The hospital system I work with has a very strong and organized leadership. Not only do all biopsies performed in the hospital go to the hospital pathology lab (as should happen everywhere), but the private GI docs have to come to the hospital endoscopy center to do procedures on some patients with commerical insurance. The hospital partnered with a large health insurance provider that requires all GI procedures to be performed in the hospital to be considered "in network." Any GI procedure performed a private endoscopy center is "out of network" with higher out-of-pocket cost to the patient. This was an extraordinary achievement and the GI docs are livid about it.
The largest GI group where I live has 2 equal-size endoscopy offices. Because the IOAS lophole in the Stark Law requires that doctors work primarily (>75%) in the same building as their in-office lab, this large GI group couldn't build an in-office pathology lab without building 2 of them (1 for each endo center). So far, the GIs have settled for client billing their biopsies with smaller kickbacks.

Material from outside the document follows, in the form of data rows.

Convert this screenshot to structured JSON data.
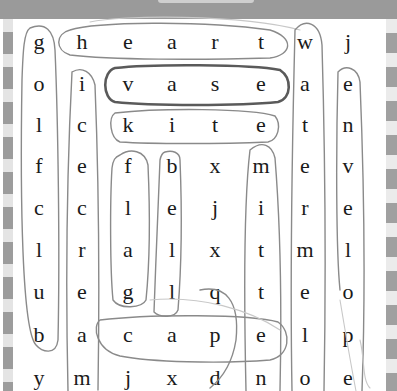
{
  "puzzle": {
    "type": "word-search",
    "rows": 9,
    "cols": 8,
    "grid": [
      [
        "g",
        "h",
        "e",
        "a",
        "r",
        "t",
        "w",
        "j"
      ],
      [
        "o",
        "i",
        "v",
        "a",
        "s",
        "e",
        "a",
        "e"
      ],
      [
        "l",
        "c",
        "k",
        "i",
        "t",
        "e",
        "t",
        "n"
      ],
      [
        "f",
        "e",
        "f",
        "b",
        "x",
        "m",
        "e",
        "v"
      ],
      [
        "c",
        "c",
        "l",
        "e",
        "j",
        "i",
        "r",
        "e"
      ],
      [
        "l",
        "r",
        "a",
        "l",
        "x",
        "t",
        "m",
        "l"
      ],
      [
        "u",
        "e",
        "g",
        "l",
        "q",
        "t",
        "e",
        "o"
      ],
      [
        "b",
        "a",
        "c",
        "a",
        "p",
        "e",
        "l",
        "p"
      ],
      [
        "y",
        "m",
        "j",
        "x",
        "d",
        "n",
        "o",
        "e"
      ]
    ],
    "found_words": [
      "heart",
      "vase",
      "kite",
      "golfclub",
      "icecream",
      "flag",
      "bell",
      "mitten",
      "cape",
      "water",
      "melon",
      "envelope"
    ]
  },
  "layout": {
    "col_x": [
      39,
      82,
      128,
      172,
      215,
      261,
      305,
      348
    ],
    "row_y": [
      44,
      86,
      127,
      168,
      210,
      252,
      294,
      337,
      380
    ]
  },
  "colors": {
    "topbar": "#9a9a9a",
    "stripe_dark": "#9c9c9c",
    "stripe_light": "#e4e4e4",
    "letter": "#1a1a1a",
    "pencil": "#8a8a8a",
    "pencil_bold": "#5a5a5a"
  }
}
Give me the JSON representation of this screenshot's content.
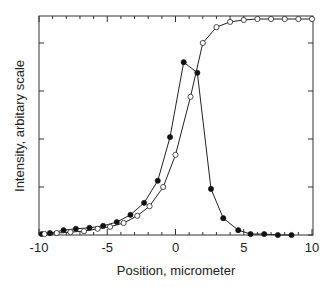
{
  "chart_data": {
    "type": "line",
    "title": "",
    "xlabel": "Position, micrometer",
    "ylabel": "Intensity, arbitary scale",
    "xlim": [
      -10,
      10
    ],
    "ylim": [
      0,
      4.55
    ],
    "xticks": [
      -10,
      -5,
      0,
      5,
      10
    ],
    "xtick_labels": [
      "-10",
      "-5",
      "0",
      "5",
      "10"
    ],
    "yticks": [
      0,
      1,
      2,
      3,
      4
    ],
    "ytick_labels": [],
    "grid": false,
    "legend": null,
    "series": [
      {
        "name": "filled-circles",
        "marker": "filled-circle",
        "x": [
          -9.8,
          -9.2,
          -8.2,
          -7.3,
          -6.3,
          -5.3,
          -4.3,
          -3.3,
          -2.3,
          -1.3,
          -0.4,
          0.6,
          1.6,
          2.6,
          3.5,
          4.6,
          5.5,
          6.5,
          7.5,
          8.5
        ],
        "y": [
          0.02,
          0.04,
          0.1,
          0.13,
          0.15,
          0.19,
          0.27,
          0.42,
          0.67,
          1.13,
          2.04,
          3.6,
          3.38,
          0.96,
          0.35,
          0.1,
          0.02,
          0.02,
          0.0,
          0.0
        ]
      },
      {
        "name": "open-circles",
        "marker": "open-circle",
        "x": [
          -9.6,
          -8.7,
          -7.7,
          -6.7,
          -5.7,
          -4.8,
          -3.8,
          -2.8,
          -1.9,
          -0.9,
          0.0,
          1.1,
          2.0,
          3.0,
          4.0,
          5.0,
          6.0,
          7.0,
          8.0,
          9.0,
          10.0
        ],
        "y": [
          0.02,
          0.04,
          0.06,
          0.08,
          0.13,
          0.17,
          0.25,
          0.4,
          0.6,
          1.0,
          1.67,
          2.88,
          4.0,
          4.33,
          4.44,
          4.48,
          4.5,
          4.5,
          4.5,
          4.5,
          4.5
        ]
      }
    ]
  }
}
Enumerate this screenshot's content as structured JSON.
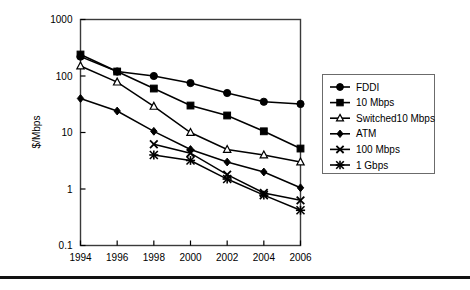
{
  "chart_data": {
    "type": "line",
    "title": "",
    "xlabel": "",
    "ylabel": "$/Mbps",
    "x": [
      1994,
      1996,
      1998,
      2000,
      2002,
      2004,
      2006
    ],
    "categories": [
      "1994",
      "1996",
      "1998",
      "2000",
      "2002",
      "2004",
      "2006"
    ],
    "xtick_labels": [
      "1994",
      "1996",
      "1998",
      "2000",
      "2002",
      "2004",
      "2006"
    ],
    "ytick_labels": [
      "1000",
      "100",
      "10",
      "1",
      "0.1"
    ],
    "ytick_values": [
      1000,
      100,
      10,
      1,
      0.1
    ],
    "yscale": "log",
    "ylim": [
      0.1,
      1000
    ],
    "xlim": [
      1994,
      2006
    ],
    "grid": false,
    "legend_position": "right",
    "series": [
      {
        "name": "FDDI",
        "marker": "filled-circle",
        "x": [
          1994,
          1996,
          1998,
          2000,
          2002,
          2004,
          2006
        ],
        "values": [
          220,
          120,
          100,
          75,
          50,
          35,
          32
        ]
      },
      {
        "name": "10 Mbps",
        "marker": "filled-square",
        "x": [
          1994,
          1996,
          1998,
          2000,
          2002,
          2004,
          2006
        ],
        "values": [
          240,
          120,
          60,
          30,
          20,
          10.5,
          5.2
        ]
      },
      {
        "name": "Switched10 Mbps",
        "marker": "hollow-triangle",
        "x": [
          1994,
          1996,
          1998,
          2000,
          2002,
          2004,
          2006
        ],
        "values": [
          150,
          78,
          29,
          10,
          5,
          4,
          3
        ]
      },
      {
        "name": "ATM",
        "marker": "filled-diamond",
        "x": [
          1994,
          1996,
          1998,
          2000,
          2002,
          2004,
          2006
        ],
        "values": [
          40,
          24,
          10.5,
          5,
          3,
          2,
          1.05
        ]
      },
      {
        "name": "100 Mbps",
        "marker": "cross-x",
        "x": [
          1998,
          2000,
          2002,
          2004,
          2006
        ],
        "values": [
          6.2,
          4.3,
          1.8,
          0.85,
          0.63
        ]
      },
      {
        "name": "1 Gbps",
        "marker": "asterisk",
        "x": [
          1998,
          2000,
          2002,
          2004,
          2006
        ],
        "values": [
          4,
          3.2,
          1.5,
          0.78,
          0.42
        ]
      }
    ]
  },
  "axes": {
    "ylabel": "$/Mbps",
    "ytick_labels": [
      "1000",
      "100",
      "10",
      "1",
      "0.1"
    ],
    "xtick_labels": [
      "1994",
      "1996",
      "1998",
      "2000",
      "2002",
      "2004",
      "2006"
    ]
  },
  "legend": {
    "items": [
      {
        "label": "FDDI"
      },
      {
        "label": "10 Mbps"
      },
      {
        "label": "Switched10 Mbps"
      },
      {
        "label": "ATM"
      },
      {
        "label": "100 Mbps"
      },
      {
        "label": "1 Gbps"
      }
    ]
  },
  "colors": {
    "ink": "#000000",
    "frame": "#3a3a3a",
    "rule": "#111111"
  }
}
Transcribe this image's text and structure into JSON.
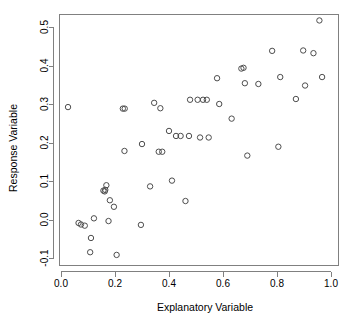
{
  "chart_data": {
    "type": "scatter",
    "title": "",
    "xlabel": "Explanatory Variable",
    "ylabel": "Response Variable",
    "xlim": [
      -0.01,
      1.01
    ],
    "ylim": [
      -0.115,
      0.53
    ],
    "grid": false,
    "legend": null,
    "marker": "open-circle",
    "marker_color": "#4d4d4d",
    "xticks": [
      "0.0",
      "0.2",
      "0.4",
      "0.6",
      "0.8",
      "1.0"
    ],
    "xtick_values": [
      0.0,
      0.2,
      0.4,
      0.6,
      0.8,
      1.0
    ],
    "yticks": [
      "-0.1",
      "0.0",
      "0.1",
      "0.2",
      "0.3",
      "0.4",
      "0.5"
    ],
    "ytick_values": [
      -0.1,
      0.0,
      0.1,
      0.2,
      0.3,
      0.4,
      0.5
    ],
    "n_points": 52,
    "x": [
      0.026,
      0.065,
      0.074,
      0.088,
      0.108,
      0.111,
      0.122,
      0.157,
      0.162,
      0.164,
      0.168,
      0.176,
      0.181,
      0.196,
      0.206,
      0.229,
      0.235,
      0.236,
      0.296,
      0.3,
      0.33,
      0.345,
      0.362,
      0.368,
      0.375,
      0.4,
      0.411,
      0.426,
      0.443,
      0.461,
      0.474,
      0.478,
      0.506,
      0.515,
      0.526,
      0.54,
      0.547,
      0.578,
      0.586,
      0.632,
      0.668,
      0.676,
      0.681,
      0.69,
      0.731,
      0.782,
      0.805,
      0.812,
      0.87,
      0.897,
      0.904,
      0.935,
      0.957,
      0.967
    ],
    "y": [
      0.292,
      -0.009,
      -0.013,
      -0.016,
      -0.085,
      -0.048,
      0.003,
      0.075,
      0.073,
      0.077,
      0.089,
      -0.004,
      0.05,
      0.033,
      -0.092,
      0.288,
      0.178,
      0.288,
      -0.014,
      0.196,
      0.086,
      0.303,
      0.176,
      0.289,
      0.176,
      0.23,
      0.101,
      0.217,
      0.217,
      0.048,
      0.217,
      0.311,
      0.311,
      0.213,
      0.311,
      0.311,
      0.213,
      0.367,
      0.3,
      0.262,
      0.392,
      0.394,
      0.354,
      0.166,
      0.352,
      0.438,
      0.189,
      0.37,
      0.313,
      0.439,
      0.348,
      0.432,
      0.517,
      0.37
    ]
  },
  "axes": {
    "x_title": "Explanatory Variable",
    "y_title": "Response Variable"
  }
}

I'm also seeing increased numbers of GI procedures performed at the hospital endoscopy center by internal medicine doctors, FM docs, and general surgeons (especially screening colonoscopies in healthy patients). All 5 pediatric gastroenterologists who work in the hospital health system are hospital-employed physicians. My hospital system has also hired two adult gastroenterologists as employee physicians for one of their hospitals in a smaller community.
In the hosptial, we see increasing numbers of endoscopic ultrasound (EUS) cases, about 7-8 per week now. Again, the GI docs tried to perform EUS cases in their free-standing endo center, but on-site cytology support is not available and many EUS cases require anesthesia support. The GIs tried to get EUS cases perfrormed at a local physician-owned hospital. Becuase the physician-hospital owners wanted kickbacks, the GIs are left performing EUS cases in the hospital system.
No doubt the GI docs have a lot of power and they will continue to self-refer for profit. But with a strong hospital system, the GIs are vulnerable.